Stale bread what is




















I had something like this in Verbier, Switzerland. Cubes of stale bread are the perfect sponge for all that great dressing in this Italian bread salad. Stale bread makes a great thickener for soups, whether you crumble it or use it in big, thick chunks, like in ribollita.

Shred stale bread into crumbs and mix into your meatballs. Trust us—homemade breadcrumbs are WAY better than store-bought. Toss 3 cups torn 1-inch pieces stale bread with 3 tablespoons olive oil on a baking sheet; season with kosher salt and freshly ground black pepper.

Really stale bread makes a perfect roasting bed for whole chickens—a perfect way to catch all those delicious drippings. Stuffing and dressing isn't just for Thanksgiving! It's also a great side for when you have stale bread on-hand. Do that by first preheating the oven to degrees Fahrenheit. This low temperature will help to rehydrate the bread rather than drying it out too much and making it crispy. Then, you want to run your loaf under water briefly. Just get the outside wet.

You can also use a damp cloth and wet it down. Put your loaf onto a baking sheet and heat it for about 7 minutes to make it dry on the outside. This may take a few minutes longer for larger, wetter loaves of bread. This works for a lot of different kinds of bread. You can use this method if you are wondering how to soften stale French bread, baguettes, white bread and more.

What do you do if you want to soften just a single slice of bread or a dinner roll? What I suggest is not wetting down the bread or preheating the oven at all. Instead, just use the microwave. Put your bread in for just about seconds and heat it up. This will soften the bread, but it has an unintended side effect. So, if you want to heat up just a small amount of bread, I recommend the microwave for it.

Just make sure you only heat up what you need and no more. Then, consume the bread within a short period of time before it has a chance to harden and become incredibly tough to eat.

You can keep it edible for longer and allow it to be used. Keep in mind that if the bread becomes mouldy, it needs to be tossed rather than eaten. There is always more mould in the bread than what is visible, as the mould spores themselves are invisible to the naked eye. If the bread is mouldy on one end, there is more mould than that in the bread. Preventing, delaying, or even reversing this process is a holy grail of many bread makers and eaters.

A simple loaf of bread is made of at least wheat flour, water, yeast, and probably some salt. The dough you make will be soft and flexible, easy to deform, knead and shape into your desired bread. The heat of the oven causes the proteins to denature, the starches gelatinize, more on that later. Whereas water is spread evenly throughout the dough, that is no longer the case in a baked bread. The crust contains considerably less water than the center, giving it that crunch.

Accompanying all those changes in texture and structure is a change in flavor. While bread is in the oven, sugars and proteins react with one another in the Maillard reaction. This complex set of chemical reactions causes the bread to turn brown and causes the formation of all sorts of aromas and flavors.

When your bread comes out of the oven the high temperatures causes a lot of these to evaporate and get into the air, hitting your nose when you enter that bakery or open that oven door.

Staling sets in very soon after. During staling bread loses its freshness, it loses that crunchy crust and the center turns dry and chewy. A truly stale bread requires a lot of chewing and teeth power to be eaten. Water in most foods has a very strong tendency to move throughout. Energetically, it is best for the water to be distributed evenly, such that the water activity is the same throughout the whole food.

In the case of bread the crust is a lot drier and has a lower water activity than the center of the bread. As such, almost immediately after the bread has cooled down, moisture from the center will move into the crust. In a worst case, eliminating all that crunch in a matter of a few hours! Keep in mind that for all of this to happen only a small amount of water needs to actually move.

Even though moisture has a clear role to role, it only partially explains why bread turns stale and turns dry! Instead, it is because of a molecular reconfiguration of the starch in bread.

Starch is a main component of wheat flour as it is for many other major food sources worldwide such as potatoes , rice, and cassava for instance.

Amylose is a relatively simple molecule, it is a long chain of glucose units. Amylopectin is also made from glucose, but instead of it being a linear chain, it has a more complex branched structure. Every crop contains a slightly different ratio of these two molecules, causing the starch to behave slightly differently. Within flour the starch is present in the form of granules. When dispersed into water, these granules absorb moisture think of mixing flour with water.

Once you heat up these granules they will start swelling up and absorb some more moisture. Whereas previously they were crystalline, they lose some of this crystallinity, meaning they become more unordered in structure. No need to understand the details, but it is important to know it happens in order to understand staling.

At some point, the granules break, releasing mostly amylose into the rest of the dough. This whole process is called gelatinization. Once gelatinization has occurred it is irreversible.

Freshly gelatinized starch is delicious, think of a freshly baked bread, freshly cooked rice or a just baked potato. However, over time, the starch changes again, which causes your bread to turn stale, the potato to become chewy and dry and the rice to be firmer. During the staling of bread, starch again changes it configuration.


TO DO → When you return the material, keep every line exactly as it is and omit the pictures.

RECORDS →
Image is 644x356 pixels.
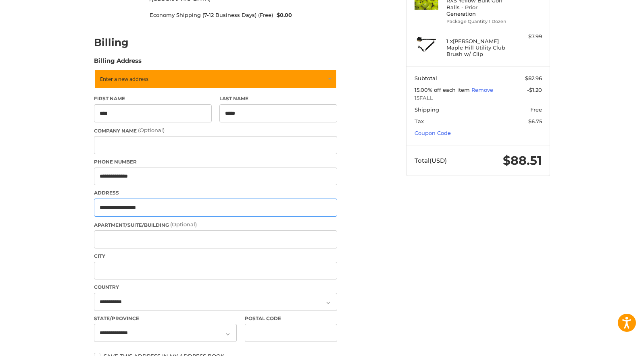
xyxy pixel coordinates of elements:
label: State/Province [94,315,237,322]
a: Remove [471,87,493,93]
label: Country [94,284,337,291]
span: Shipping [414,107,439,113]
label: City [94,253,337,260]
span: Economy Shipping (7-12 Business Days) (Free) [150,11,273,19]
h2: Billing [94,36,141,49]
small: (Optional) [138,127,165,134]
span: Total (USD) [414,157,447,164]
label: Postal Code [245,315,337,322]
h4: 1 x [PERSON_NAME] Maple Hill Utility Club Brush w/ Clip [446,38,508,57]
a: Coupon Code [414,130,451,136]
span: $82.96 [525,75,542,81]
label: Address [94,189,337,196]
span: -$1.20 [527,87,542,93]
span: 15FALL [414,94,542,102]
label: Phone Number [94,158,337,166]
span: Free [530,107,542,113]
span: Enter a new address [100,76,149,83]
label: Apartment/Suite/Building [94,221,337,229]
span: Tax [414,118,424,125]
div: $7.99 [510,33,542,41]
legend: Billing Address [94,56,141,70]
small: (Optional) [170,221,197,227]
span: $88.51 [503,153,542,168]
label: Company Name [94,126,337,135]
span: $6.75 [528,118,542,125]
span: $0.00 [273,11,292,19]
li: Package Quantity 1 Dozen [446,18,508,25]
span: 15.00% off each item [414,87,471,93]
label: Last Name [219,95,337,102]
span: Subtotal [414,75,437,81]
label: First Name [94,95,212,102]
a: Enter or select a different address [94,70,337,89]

FINISHED TASK →
Image is 644x356 pixels.
xyxy pixel coordinates of elements:
label: State/Province [94,315,237,322]
a: Remove [471,87,493,93]
label: Country [94,284,337,291]
span: Shipping [414,107,439,113]
label: City [94,253,337,260]
span: Economy Shipping (7-12 Business Days) (Free) [150,11,273,19]
h2: Billing [94,36,141,49]
small: (Optional) [138,127,165,134]
span: Total (USD) [414,157,447,164]
label: Postal Code [245,315,337,322]
h4: 1 x [PERSON_NAME] Maple Hill Utility Club Brush w/ Clip [446,38,508,57]
a: Coupon Code [414,130,451,136]
span: $82.96 [525,75,542,81]
label: Address [94,189,337,196]
span: -$1.20 [527,87,542,93]
span: 15FALL [414,94,542,102]
label: Phone Number [94,158,337,166]
span: Free [530,107,542,113]
span: Enter a new address [100,76,149,83]
label: Apartment/Suite/Building [94,221,337,229]
span: Tax [414,118,424,125]
div: $7.99 [510,33,542,41]
legend: Billing Address [94,56,141,70]
small: (Optional) [170,221,197,227]
span: $88.51 [503,153,542,168]
label: Company Name [94,126,337,135]
span: $6.75 [528,118,542,125]
span: $0.00 [273,11,292,19]
li: Package Quantity 1 Dozen [446,18,508,25]
span: 15.00% off each item [414,87,471,93]
label: Last Name [219,95,337,102]
span: Subtotal [414,75,437,81]
label: First Name [94,95,212,102]
a: Enter or select a different address [94,70,337,89]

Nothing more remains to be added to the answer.